A more aggressive MDT campaign doubtless can reduce that global
caseload still further and might even bring it in line with the World
Health Organization (WHO) goal of 1.0 cases of leprosy per 10,000 by
2005. However, attaining this public health goal, laudable though it may
be, falls short of eradicating the disease. Moreover, some skeptics
within the community of dedicated leprosy researchers contend that a
drug-based strategy, no matter how effective it now appears, is destined
to stumble because the development of drug resistance is considered
inevitable. And there are more mundane obstacles to its success, such as
the difficulties that arise when delivering drug cocktails to
impoverished patients whose broader medical needs are poorly served, if
at all.
But sitting atop these seemingly straightforward obstacles to the
long-term success of the MDT-based campaign against leprosy is a range
of crucial microbiological subtleties that attend this relatively rare,
but still much-dreaded infectious disease. Confronting those subtleties
will require delving more deeply into the manifold peculiarities of Mycobacterium
leprae, the pathogen responsible for causing this disease. Those
challenges include its listless andto researchers trying to grow,
work with, or measure itexcruciatingly frustrating lifestyle; its
richly exotic capacity for making lipids while apparently stinting on
the metabolic energy stores that are required for surviving, let alone
generating and decorating these ornate but characteristic fatty
molecules; and its equally odd but remarkably persistent, icky, and
undeniably effective means for causing a devastating disease.

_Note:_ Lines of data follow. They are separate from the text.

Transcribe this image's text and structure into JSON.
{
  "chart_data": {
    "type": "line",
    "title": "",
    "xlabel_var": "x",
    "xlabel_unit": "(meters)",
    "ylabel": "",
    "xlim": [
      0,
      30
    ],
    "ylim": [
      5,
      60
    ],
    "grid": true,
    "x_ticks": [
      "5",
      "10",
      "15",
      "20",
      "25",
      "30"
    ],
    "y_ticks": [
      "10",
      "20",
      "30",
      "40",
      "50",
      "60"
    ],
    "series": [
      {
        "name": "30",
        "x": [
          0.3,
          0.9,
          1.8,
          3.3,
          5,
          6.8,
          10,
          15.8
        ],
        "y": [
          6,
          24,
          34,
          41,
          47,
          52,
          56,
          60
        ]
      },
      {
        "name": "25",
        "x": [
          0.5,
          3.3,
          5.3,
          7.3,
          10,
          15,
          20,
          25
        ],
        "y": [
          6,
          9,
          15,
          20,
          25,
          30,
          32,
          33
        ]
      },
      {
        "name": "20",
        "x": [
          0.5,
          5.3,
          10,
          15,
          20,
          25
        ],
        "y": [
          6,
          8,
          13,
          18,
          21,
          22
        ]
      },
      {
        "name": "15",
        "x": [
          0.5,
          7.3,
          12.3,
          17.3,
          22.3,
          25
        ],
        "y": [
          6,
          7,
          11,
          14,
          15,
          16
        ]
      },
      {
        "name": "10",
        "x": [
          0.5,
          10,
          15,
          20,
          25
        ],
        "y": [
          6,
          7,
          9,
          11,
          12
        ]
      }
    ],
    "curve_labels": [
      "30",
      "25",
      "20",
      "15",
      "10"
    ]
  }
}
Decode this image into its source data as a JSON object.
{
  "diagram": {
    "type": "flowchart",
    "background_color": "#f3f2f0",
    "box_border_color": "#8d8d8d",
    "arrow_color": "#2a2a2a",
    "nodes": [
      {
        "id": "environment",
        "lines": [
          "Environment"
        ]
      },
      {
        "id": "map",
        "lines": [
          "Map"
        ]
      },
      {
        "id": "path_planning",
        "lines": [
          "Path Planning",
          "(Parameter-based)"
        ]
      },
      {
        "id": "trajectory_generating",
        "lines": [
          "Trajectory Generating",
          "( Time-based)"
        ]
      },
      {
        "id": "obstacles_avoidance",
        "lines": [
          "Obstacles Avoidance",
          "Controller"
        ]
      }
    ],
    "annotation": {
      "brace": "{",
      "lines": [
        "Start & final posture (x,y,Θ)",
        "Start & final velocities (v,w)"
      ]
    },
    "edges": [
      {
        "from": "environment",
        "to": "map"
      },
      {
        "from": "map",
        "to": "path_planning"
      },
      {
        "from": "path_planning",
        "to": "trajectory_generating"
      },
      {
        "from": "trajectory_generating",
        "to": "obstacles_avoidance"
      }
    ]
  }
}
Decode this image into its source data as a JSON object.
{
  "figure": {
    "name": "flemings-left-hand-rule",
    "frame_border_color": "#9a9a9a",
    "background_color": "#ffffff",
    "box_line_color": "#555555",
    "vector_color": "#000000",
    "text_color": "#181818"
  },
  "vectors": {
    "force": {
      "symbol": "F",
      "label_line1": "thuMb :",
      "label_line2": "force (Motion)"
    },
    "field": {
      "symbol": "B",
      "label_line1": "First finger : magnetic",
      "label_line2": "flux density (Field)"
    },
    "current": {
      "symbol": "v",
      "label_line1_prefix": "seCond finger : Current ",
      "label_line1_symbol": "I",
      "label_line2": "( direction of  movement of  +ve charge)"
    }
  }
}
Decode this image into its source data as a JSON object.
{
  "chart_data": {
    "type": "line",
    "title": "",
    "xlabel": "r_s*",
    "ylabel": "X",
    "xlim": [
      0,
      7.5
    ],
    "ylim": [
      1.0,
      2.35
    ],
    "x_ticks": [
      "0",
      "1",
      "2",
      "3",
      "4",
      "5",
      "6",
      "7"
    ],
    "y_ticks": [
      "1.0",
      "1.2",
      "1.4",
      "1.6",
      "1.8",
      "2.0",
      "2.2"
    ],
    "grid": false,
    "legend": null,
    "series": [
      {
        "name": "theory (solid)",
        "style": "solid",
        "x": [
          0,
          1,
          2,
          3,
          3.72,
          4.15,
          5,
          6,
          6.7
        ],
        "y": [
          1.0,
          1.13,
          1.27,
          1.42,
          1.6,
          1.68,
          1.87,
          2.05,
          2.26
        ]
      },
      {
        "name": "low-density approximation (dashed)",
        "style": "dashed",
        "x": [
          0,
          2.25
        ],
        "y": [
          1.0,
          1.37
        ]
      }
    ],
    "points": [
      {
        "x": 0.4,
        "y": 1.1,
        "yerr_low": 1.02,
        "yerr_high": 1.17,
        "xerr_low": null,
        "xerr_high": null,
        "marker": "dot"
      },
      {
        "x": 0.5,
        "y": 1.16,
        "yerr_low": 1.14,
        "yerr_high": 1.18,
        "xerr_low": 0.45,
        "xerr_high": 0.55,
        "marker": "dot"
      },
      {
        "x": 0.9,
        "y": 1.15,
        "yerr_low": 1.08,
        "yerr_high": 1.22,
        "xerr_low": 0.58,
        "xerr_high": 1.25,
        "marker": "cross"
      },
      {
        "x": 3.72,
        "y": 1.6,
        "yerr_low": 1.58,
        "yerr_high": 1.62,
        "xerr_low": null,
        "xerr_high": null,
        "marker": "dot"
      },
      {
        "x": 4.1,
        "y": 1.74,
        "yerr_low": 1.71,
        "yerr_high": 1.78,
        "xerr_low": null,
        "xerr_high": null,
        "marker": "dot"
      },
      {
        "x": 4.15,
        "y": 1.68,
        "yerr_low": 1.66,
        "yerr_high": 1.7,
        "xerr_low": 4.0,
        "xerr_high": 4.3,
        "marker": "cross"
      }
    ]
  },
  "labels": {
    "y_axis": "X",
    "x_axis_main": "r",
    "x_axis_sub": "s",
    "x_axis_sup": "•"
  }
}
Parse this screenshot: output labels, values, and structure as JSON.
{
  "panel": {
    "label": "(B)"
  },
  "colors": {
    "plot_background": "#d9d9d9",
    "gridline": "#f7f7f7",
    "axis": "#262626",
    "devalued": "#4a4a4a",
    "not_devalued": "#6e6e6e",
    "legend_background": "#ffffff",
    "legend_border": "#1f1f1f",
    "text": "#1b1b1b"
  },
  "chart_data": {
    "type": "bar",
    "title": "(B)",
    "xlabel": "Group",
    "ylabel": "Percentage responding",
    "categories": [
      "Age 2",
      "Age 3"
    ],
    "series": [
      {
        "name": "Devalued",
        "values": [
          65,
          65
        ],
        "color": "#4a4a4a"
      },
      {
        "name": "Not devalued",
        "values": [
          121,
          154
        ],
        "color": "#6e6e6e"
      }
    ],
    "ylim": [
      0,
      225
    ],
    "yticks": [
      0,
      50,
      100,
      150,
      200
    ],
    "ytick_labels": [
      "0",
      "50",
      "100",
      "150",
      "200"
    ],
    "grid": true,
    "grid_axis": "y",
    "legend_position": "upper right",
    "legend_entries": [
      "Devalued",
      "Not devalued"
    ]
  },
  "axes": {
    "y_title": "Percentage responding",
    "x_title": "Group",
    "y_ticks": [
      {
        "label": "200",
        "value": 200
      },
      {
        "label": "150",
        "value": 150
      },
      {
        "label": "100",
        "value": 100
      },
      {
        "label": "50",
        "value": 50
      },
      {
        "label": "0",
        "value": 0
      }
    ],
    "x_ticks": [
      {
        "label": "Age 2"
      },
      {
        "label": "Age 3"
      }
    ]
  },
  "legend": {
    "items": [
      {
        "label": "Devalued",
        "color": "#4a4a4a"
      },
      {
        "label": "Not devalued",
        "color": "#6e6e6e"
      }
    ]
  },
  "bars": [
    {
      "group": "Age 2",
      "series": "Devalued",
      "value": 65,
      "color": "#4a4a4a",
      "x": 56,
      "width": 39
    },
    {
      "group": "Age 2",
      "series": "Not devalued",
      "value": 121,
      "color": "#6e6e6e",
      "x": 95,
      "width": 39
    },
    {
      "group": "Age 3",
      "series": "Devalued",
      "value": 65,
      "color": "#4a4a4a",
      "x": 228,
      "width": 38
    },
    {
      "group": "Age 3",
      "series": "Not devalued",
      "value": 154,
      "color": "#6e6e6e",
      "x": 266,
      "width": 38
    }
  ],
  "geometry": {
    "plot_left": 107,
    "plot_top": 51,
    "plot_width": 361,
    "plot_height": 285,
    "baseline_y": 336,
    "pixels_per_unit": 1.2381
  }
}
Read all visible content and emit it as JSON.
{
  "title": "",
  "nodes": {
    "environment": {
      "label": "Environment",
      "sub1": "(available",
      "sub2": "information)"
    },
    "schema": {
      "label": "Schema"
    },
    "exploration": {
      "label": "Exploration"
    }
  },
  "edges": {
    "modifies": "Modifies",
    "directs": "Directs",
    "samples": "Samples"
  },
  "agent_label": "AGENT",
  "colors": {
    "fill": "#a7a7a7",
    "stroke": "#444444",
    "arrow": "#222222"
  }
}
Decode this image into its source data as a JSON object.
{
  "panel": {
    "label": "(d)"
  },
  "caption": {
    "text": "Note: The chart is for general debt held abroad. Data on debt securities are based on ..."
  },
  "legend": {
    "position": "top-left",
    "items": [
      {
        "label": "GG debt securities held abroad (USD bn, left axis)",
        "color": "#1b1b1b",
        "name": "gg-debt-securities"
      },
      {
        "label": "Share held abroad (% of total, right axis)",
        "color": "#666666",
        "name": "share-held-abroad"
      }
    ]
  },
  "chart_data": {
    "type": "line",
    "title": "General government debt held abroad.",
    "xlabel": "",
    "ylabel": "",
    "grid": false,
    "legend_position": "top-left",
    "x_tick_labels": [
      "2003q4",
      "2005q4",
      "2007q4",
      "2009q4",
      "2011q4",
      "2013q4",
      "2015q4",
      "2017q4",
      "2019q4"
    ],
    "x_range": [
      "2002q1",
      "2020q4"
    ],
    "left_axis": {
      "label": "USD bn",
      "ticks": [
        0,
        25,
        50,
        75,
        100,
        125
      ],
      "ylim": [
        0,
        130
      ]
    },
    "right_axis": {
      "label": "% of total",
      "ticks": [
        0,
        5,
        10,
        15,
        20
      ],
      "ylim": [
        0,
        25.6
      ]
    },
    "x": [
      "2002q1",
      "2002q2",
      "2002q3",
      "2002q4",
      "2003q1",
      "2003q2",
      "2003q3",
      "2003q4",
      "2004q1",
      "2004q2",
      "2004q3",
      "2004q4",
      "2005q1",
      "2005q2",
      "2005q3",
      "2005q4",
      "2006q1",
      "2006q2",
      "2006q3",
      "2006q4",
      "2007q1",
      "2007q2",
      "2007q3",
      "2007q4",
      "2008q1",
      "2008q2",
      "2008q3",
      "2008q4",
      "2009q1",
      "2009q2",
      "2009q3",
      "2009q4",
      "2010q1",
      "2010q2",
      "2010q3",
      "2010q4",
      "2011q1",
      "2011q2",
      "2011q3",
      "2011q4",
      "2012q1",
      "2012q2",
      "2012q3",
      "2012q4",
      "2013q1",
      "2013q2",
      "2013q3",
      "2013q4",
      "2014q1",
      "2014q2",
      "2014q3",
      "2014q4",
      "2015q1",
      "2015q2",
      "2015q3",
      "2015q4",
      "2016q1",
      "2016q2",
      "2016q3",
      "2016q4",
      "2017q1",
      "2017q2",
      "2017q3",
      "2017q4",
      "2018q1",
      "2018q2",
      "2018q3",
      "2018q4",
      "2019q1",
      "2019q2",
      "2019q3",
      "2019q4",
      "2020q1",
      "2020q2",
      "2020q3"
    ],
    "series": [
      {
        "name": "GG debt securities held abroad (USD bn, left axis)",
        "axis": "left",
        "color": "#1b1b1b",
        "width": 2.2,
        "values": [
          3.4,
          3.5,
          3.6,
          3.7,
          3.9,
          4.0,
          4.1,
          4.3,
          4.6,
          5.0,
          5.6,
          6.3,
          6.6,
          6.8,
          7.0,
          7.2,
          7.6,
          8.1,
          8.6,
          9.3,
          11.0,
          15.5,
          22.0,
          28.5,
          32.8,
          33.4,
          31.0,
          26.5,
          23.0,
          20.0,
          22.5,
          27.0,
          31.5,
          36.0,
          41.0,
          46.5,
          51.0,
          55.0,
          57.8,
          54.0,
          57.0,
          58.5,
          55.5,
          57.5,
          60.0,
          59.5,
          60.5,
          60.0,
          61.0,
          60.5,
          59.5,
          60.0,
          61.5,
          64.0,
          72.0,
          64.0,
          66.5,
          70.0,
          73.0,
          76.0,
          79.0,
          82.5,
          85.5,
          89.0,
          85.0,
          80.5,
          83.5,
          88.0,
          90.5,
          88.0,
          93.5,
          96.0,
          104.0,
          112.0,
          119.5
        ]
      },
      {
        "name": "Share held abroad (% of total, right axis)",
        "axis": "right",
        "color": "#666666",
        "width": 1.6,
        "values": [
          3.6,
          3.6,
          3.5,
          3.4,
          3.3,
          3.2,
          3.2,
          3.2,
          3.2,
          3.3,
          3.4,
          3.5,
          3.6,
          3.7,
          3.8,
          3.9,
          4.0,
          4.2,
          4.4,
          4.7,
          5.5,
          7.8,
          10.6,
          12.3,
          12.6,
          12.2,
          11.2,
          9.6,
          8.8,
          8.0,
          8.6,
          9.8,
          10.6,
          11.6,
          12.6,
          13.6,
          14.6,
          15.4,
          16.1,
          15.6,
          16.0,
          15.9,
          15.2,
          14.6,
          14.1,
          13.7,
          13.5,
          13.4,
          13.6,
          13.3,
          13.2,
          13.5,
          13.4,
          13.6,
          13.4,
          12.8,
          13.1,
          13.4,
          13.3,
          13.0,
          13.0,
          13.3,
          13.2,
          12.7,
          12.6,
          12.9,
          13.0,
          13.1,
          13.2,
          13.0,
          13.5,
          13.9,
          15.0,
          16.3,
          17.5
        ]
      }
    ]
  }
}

M. leprae, a Clunky Bacterium but an Effective Pathogen
Figure 1
M. lepraelike several other members of the genus Mycobacteriaoffers
an initial impression of being maladapted to life as a pathogen or, for
that matter, life at all. Agonizingly slow to grow in animals and still
impossible to grow in culture, these bacteria seem ill-equipped to cause
much damage in humans. Indeed, some striking facts back that impression.
Sometimes, for example, M. leprae causes infections among humans
that are so subtle as to come and go without any outward sign of
disease. In other cases, symptoms may be delayed for years or even
decadesadding to the challenge of monitoring this pathogen for public
health purposes or for treating individual cases, while also leaving
unanswered questions about how infections arise, how these pathogens
withstand host immune responses in some cases but not in others, or
where they reside when they are not invading the skin and nerve tissues
of their unwelcoming human hosts.
Yet, despite its many clunky qualities as a bacterium, M. leprae
is an extraordinarily adept, highly effective, albeit also very
specialized pathogen. Thus, it is capable of dodging host immune
responses while lodging within macrophages of the immune system, of
residing also among assorted other cells and tissues along the outer
surfaces of its human hosts where temperatures are apt to be comfortably
lower for this coolness-preferring microbe, and of invading Schwann
cells of the peripheral nervous system, in which it does its greatest
harm by irreversibly damaging some of those nerves.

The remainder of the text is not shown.